Comment on Dark patterns killed my wife’s Windows 11 installation – OSnews
spaghettiwestern@sh.itjust.works 1 day ago
Let me, for once, not mince words here: Windows 11 is a travesty, a loose collection of dark patterns and incompetence, run by people who have zero interest in lovingly crafting an operating system they can be proud of. Windows has become a vessel for subscriptions and ads, and cannot reasonably be considered anything other than a massive pile of user-hostile dark patterns designed to extract data, ad time, and subscription money from its users.
I ran into the same type of problem trying to reset the forgotten MS password for a friend. In her case she could log in to her PC with a PIN but not her password, and her MS email was still accessible from the PC but not her phone.
Attempting to change the password resulted in an “SMS service not available” message 90% of the time over a period of days. The few times the service was available and it said we successfully changed the password, the new password would not work, even when we were positive it was entered correctly. The SSD wasn’t anywhere near full.
Microsoft then turned the days already wasted because of their incompetence into a week. As a last ditch effort we tried Microsoft’s 24 hour turn-around password reset questionnaire three times. The new password was still rejected both on her PC and phone every single time.
We eventually had to give up. If her PC or her Outlook app ever asks for a password she’ll lose all access and that’s apparently just fine with Microsoft. When she does buy a new PC it’ll be an Apple.
WhyJiffie@sh.itjust.works 1 day ago
an apple? Because of this? why? why is it not an option to use a computer without an online account?
spaghettiwestern@sh.itjust.works 1 day ago
Microsoft is making it impossible to use Windows PCs without an online account. Obviously there’s Linux, but I’m not willing to be her only source of tech support. That leaves Apple.
WhyJiffie@sh.itjust.works 1 day ago
in the consumer versions, yes. but more generally that will still remain an option for some time at least.
for now, there’s windows 10 LTSC, updates until 2032. I would get her this. after that she could still use windows 11 LTSC releases, which don’t receive surprise function changes because businesses use it for critical things.
massgrave.dev/windows_ltsc_links
same site also has an open source forever activation tool
spaghettiwestern@sh.itjust.works 1 day ago
Not an option. A few years ago I helped a friend when her printer quit working on Windows 10. What started as occasional help turned into near daily phone calls and demands for tech support. Turned out her boyfriend was getting pissed off when he was playing a game and killing the PC with the power button on the PC.
I’m willing to help her occasionally but am not going further than that.
MangoCats@feddit.it 1 day ago
OS-X (they still use that, right? Not iOS desktop or somesuch nonsense, yet?) seemed pretty much a middle ground between Windows and Linux the last time I used it. Kinda slightly more polished and uniform presentation than Ubuntu-du-jour, a little less mysterious than Windows, but in the end: just as screwed up.
I tried enabling Home folder encryption. After about 3 days a hard power-off shutdown (needed due to a driver error in their walled-garden hardware MacBook Pro, it wouldn’t power off or restart any other way) then the encrypted home folder was toast, unretrievable - laptop wouldn’t boot. Tech support was very nice, reassuring that they knew what was going on, and their best solution? Reinstall the OS from physical media, start over fresh, your files are so secure that not you or anybody else on the planet will ever see them again.
WhyJiffie@sh.itjust.works 1 day ago
that’s ridiculous. not even linux is that secure, unless you only store the luks keys on ramdisk haha
MangoCats@feddit.it 23 hours ago
Well, the home folder was encrypted, and the hard shutdown had borked the headers in such a way that the decryption was failing. I suppose a few hundred hours of technical analysis might have retrieved the files, but luckily it was a new PC and I only had about 100 hours of work on it to start with.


▶ _Your assignment_: Copy out the lines beginning with the one that contains "Direct me to girl." and ending with the last line below, exactly as they stand. Pictures are not copied.
====== Material shown ======
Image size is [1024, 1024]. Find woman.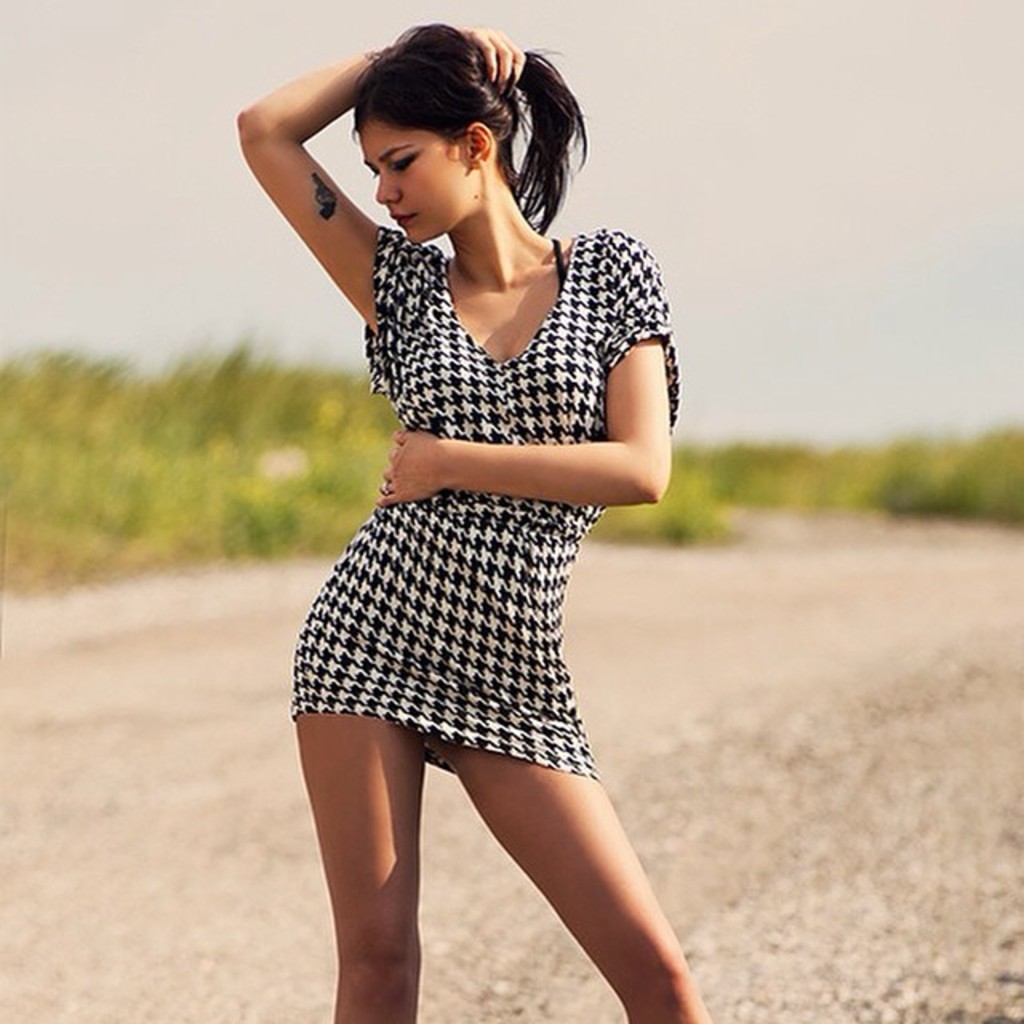
(x1=243, y1=0, x2=723, y2=979).
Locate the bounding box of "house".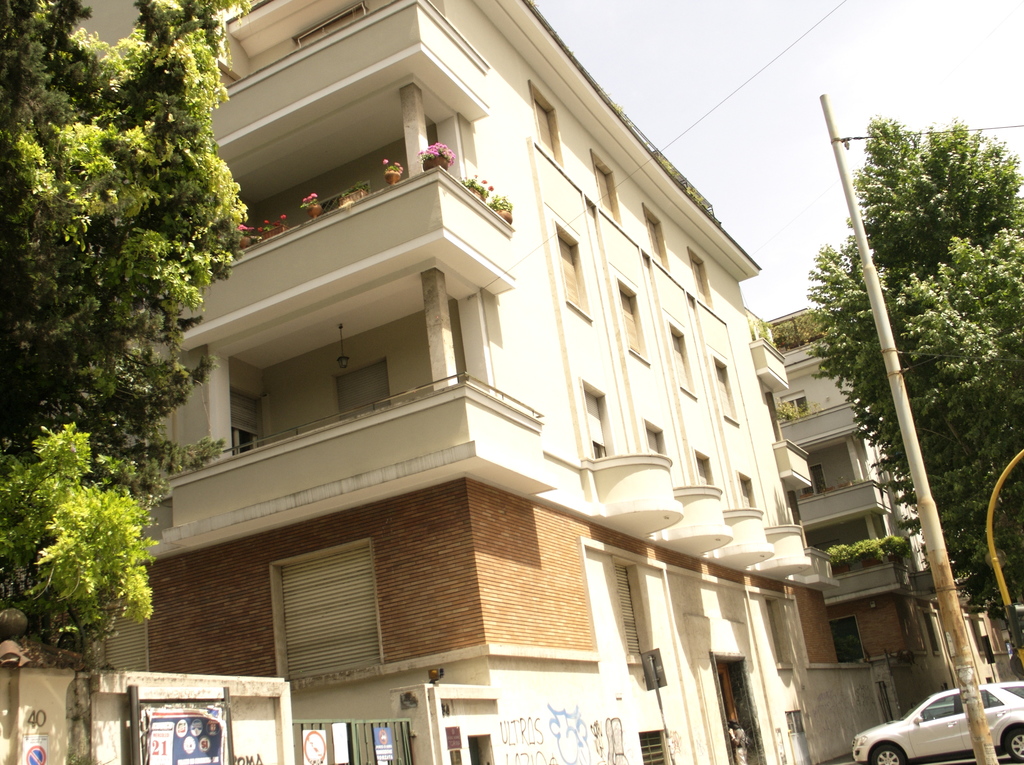
Bounding box: region(68, 0, 961, 735).
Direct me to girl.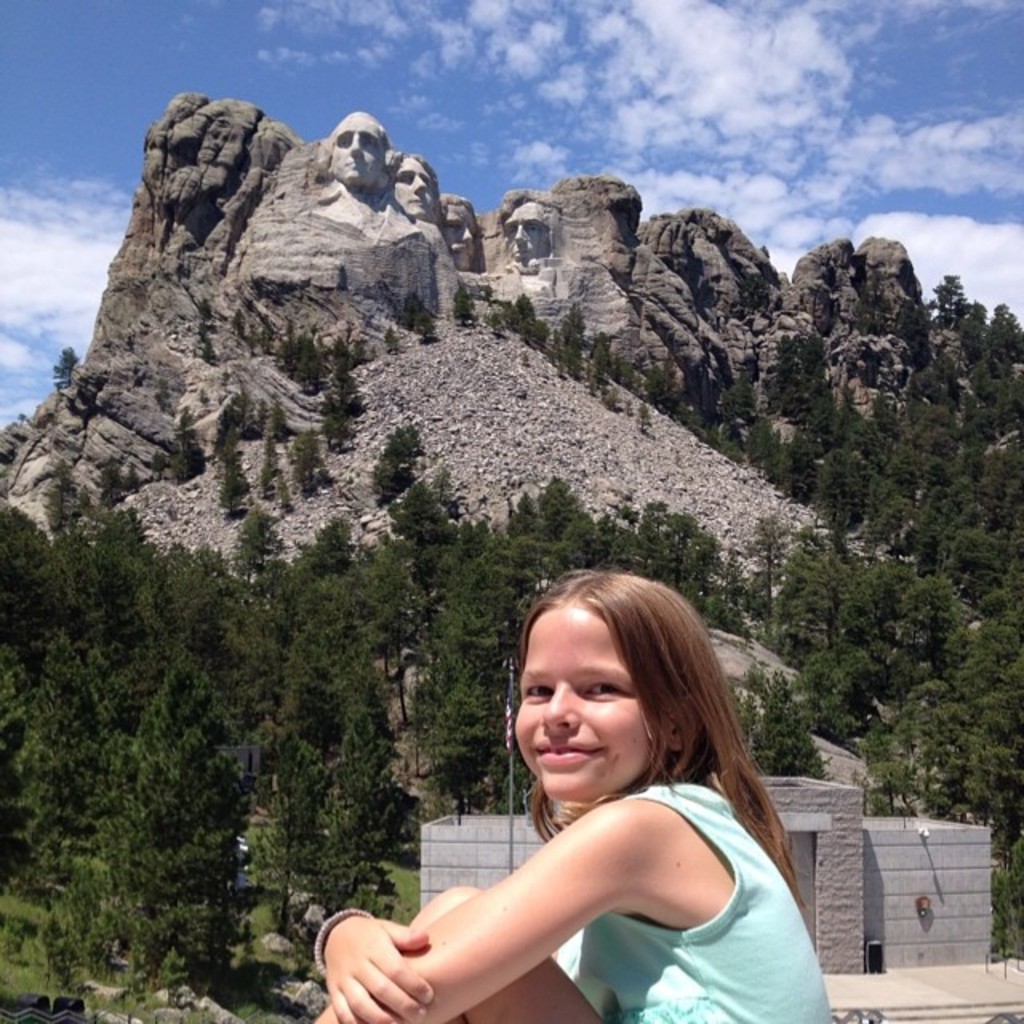
Direction: pyautogui.locateOnScreen(312, 563, 827, 1022).
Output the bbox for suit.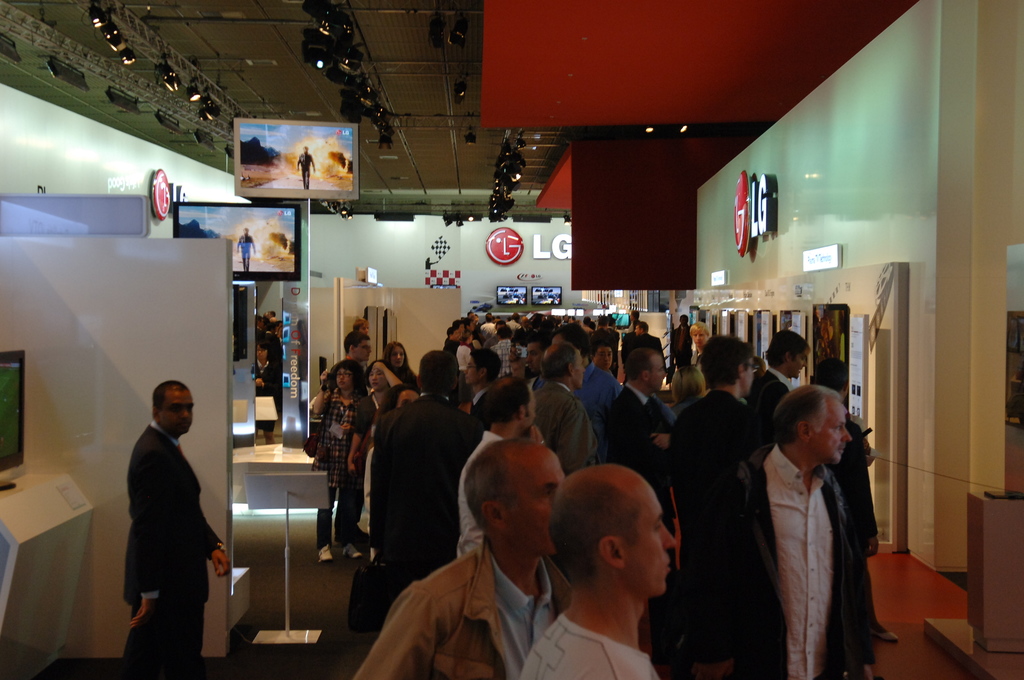
364/387/477/587.
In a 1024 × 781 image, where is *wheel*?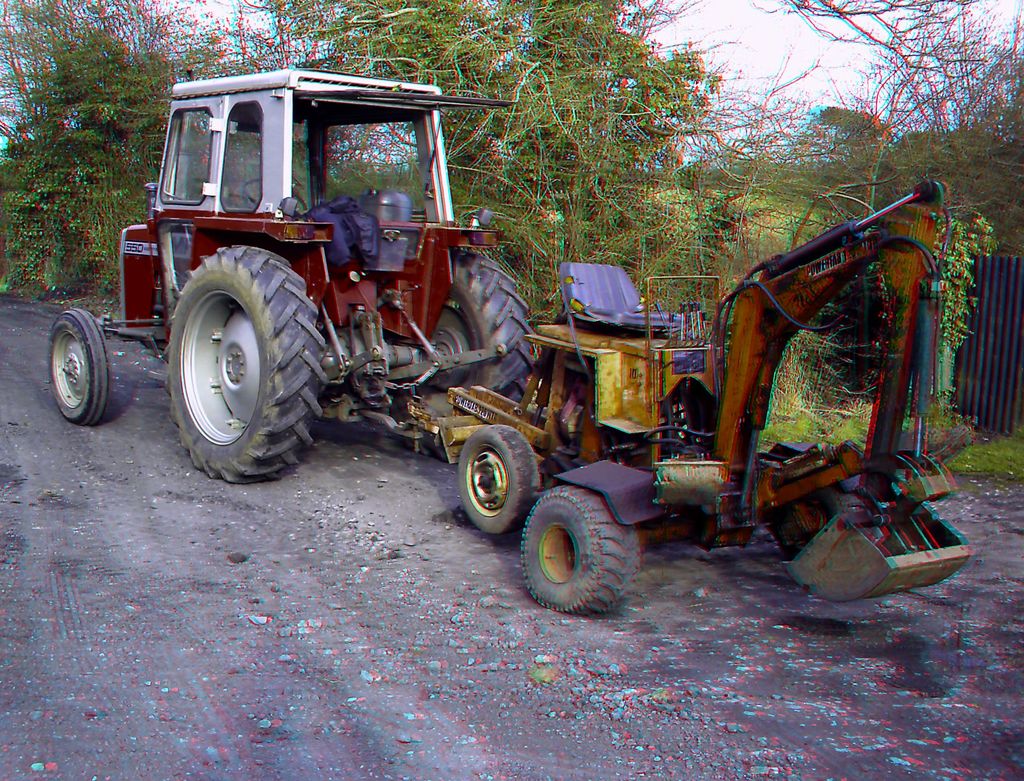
======
▶ _Exercise result_:
Direct me to girl.
Direction: pyautogui.locateOnScreen(312, 563, 827, 1022).
Output the bbox for suit.
364/387/477/587.
In a 1024 × 781 image, where is *wheel*?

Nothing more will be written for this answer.